# Material shown:
+-------+
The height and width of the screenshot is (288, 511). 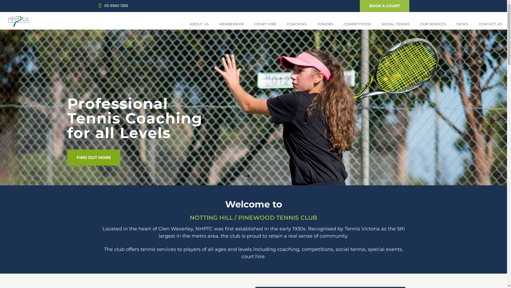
+-------+
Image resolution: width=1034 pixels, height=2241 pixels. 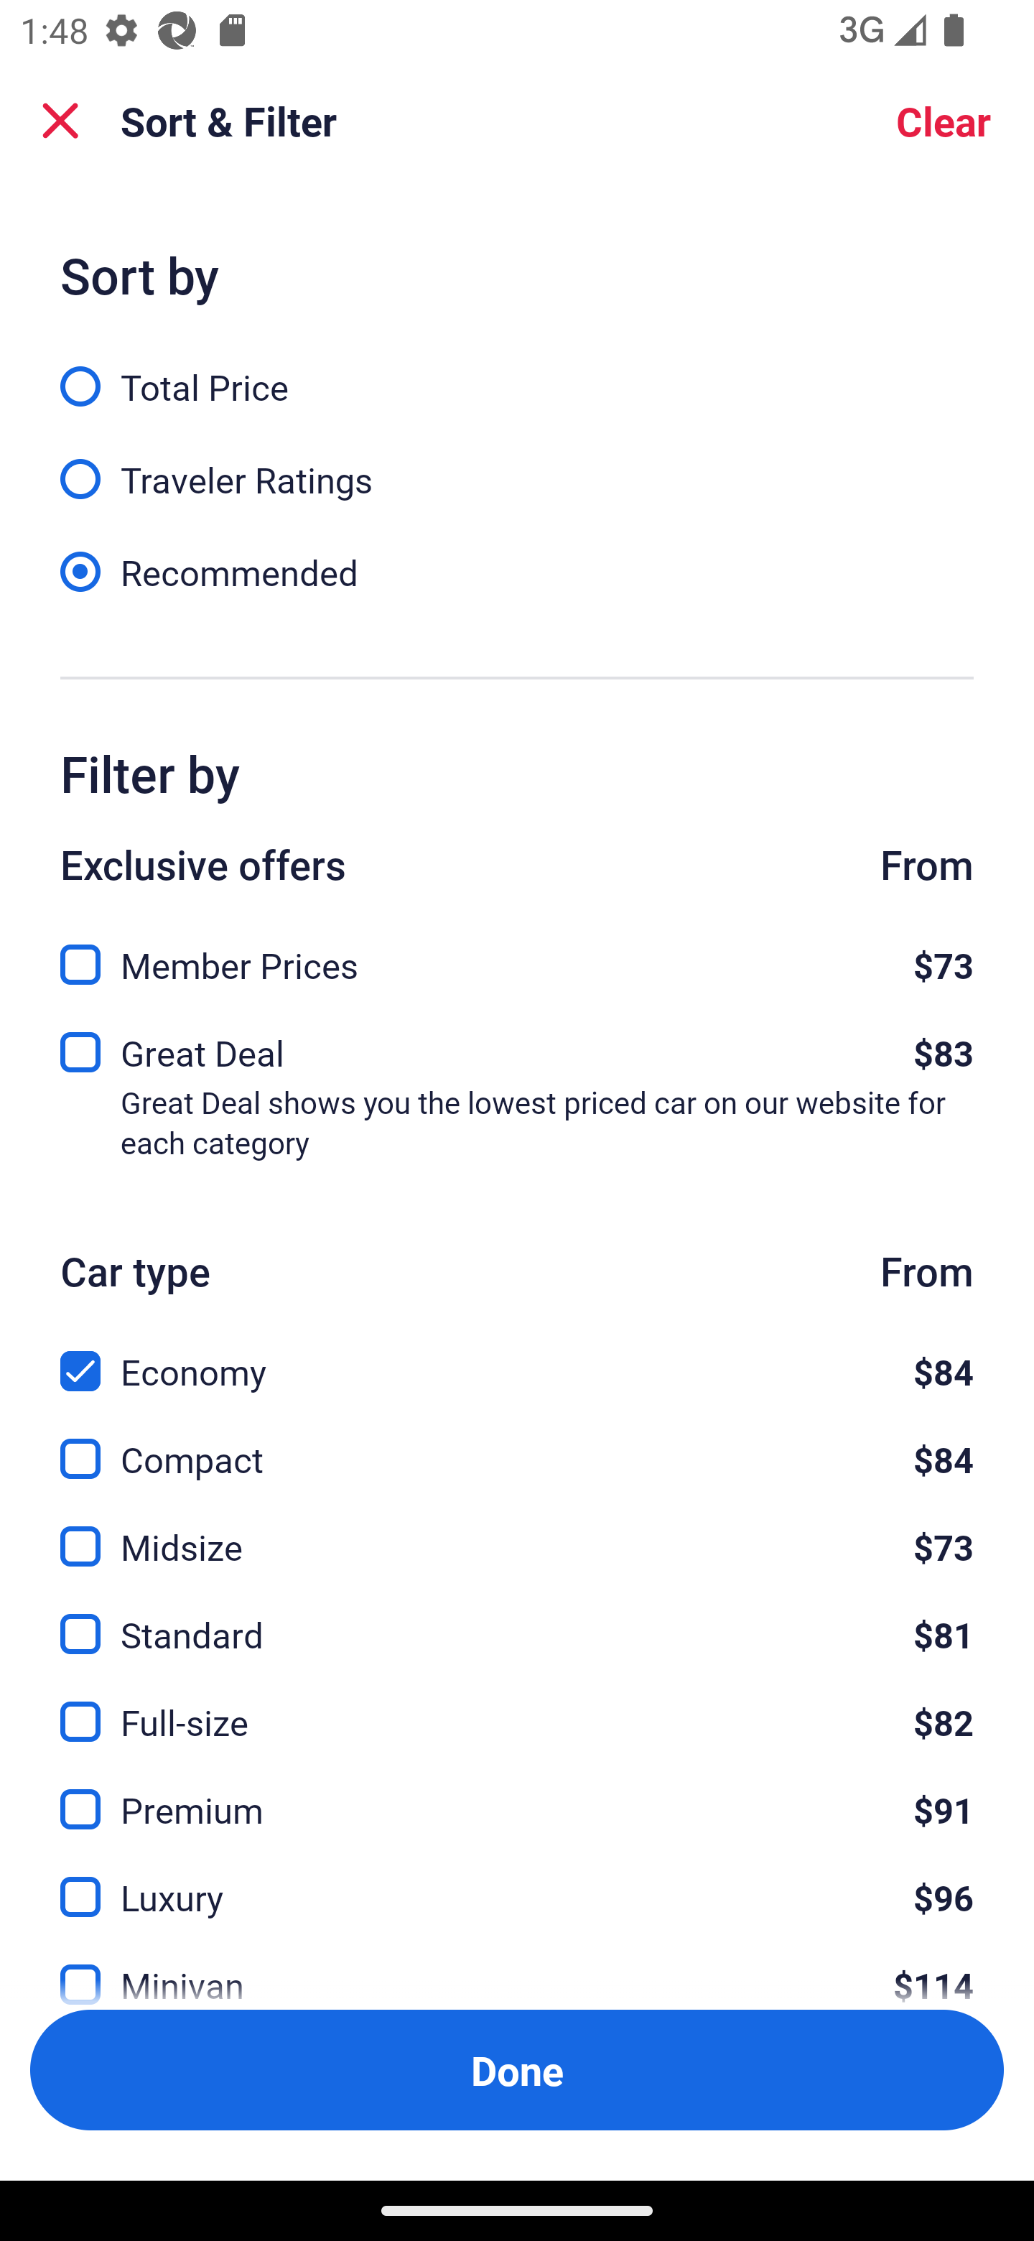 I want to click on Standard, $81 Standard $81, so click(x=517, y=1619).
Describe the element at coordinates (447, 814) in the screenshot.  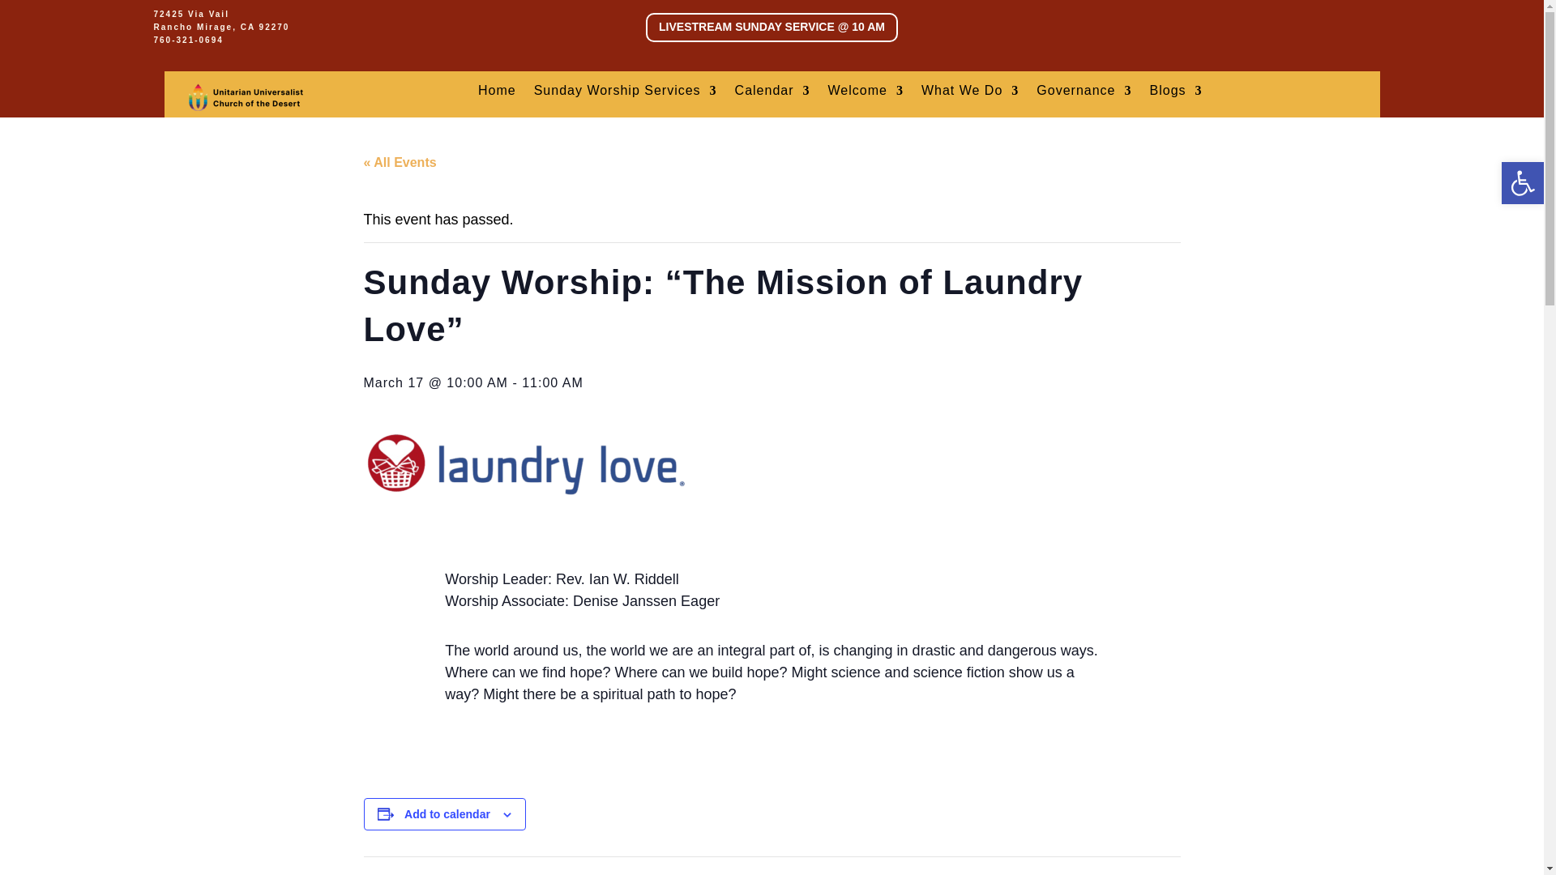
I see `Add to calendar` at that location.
+-------+
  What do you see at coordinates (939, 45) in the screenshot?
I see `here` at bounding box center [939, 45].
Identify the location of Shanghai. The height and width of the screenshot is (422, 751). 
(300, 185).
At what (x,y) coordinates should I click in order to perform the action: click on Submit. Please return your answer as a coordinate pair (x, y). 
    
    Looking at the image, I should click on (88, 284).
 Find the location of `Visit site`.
+-------+
# Prompt:
Both end lines included, restate word for word the lines above from the line with "Identify the location" to the line with "Find the location", and nothing else.

# Your solution:
Identify the location of Shanghai. The height and width of the screenshot is (422, 751). 
(300, 185).
At what (x,y) coordinates should I click in order to perform the action: click on Submit. Please return your answer as a coordinate pair (x, y). 
    
    Looking at the image, I should click on (88, 284).
 Find the location of `Visit site`.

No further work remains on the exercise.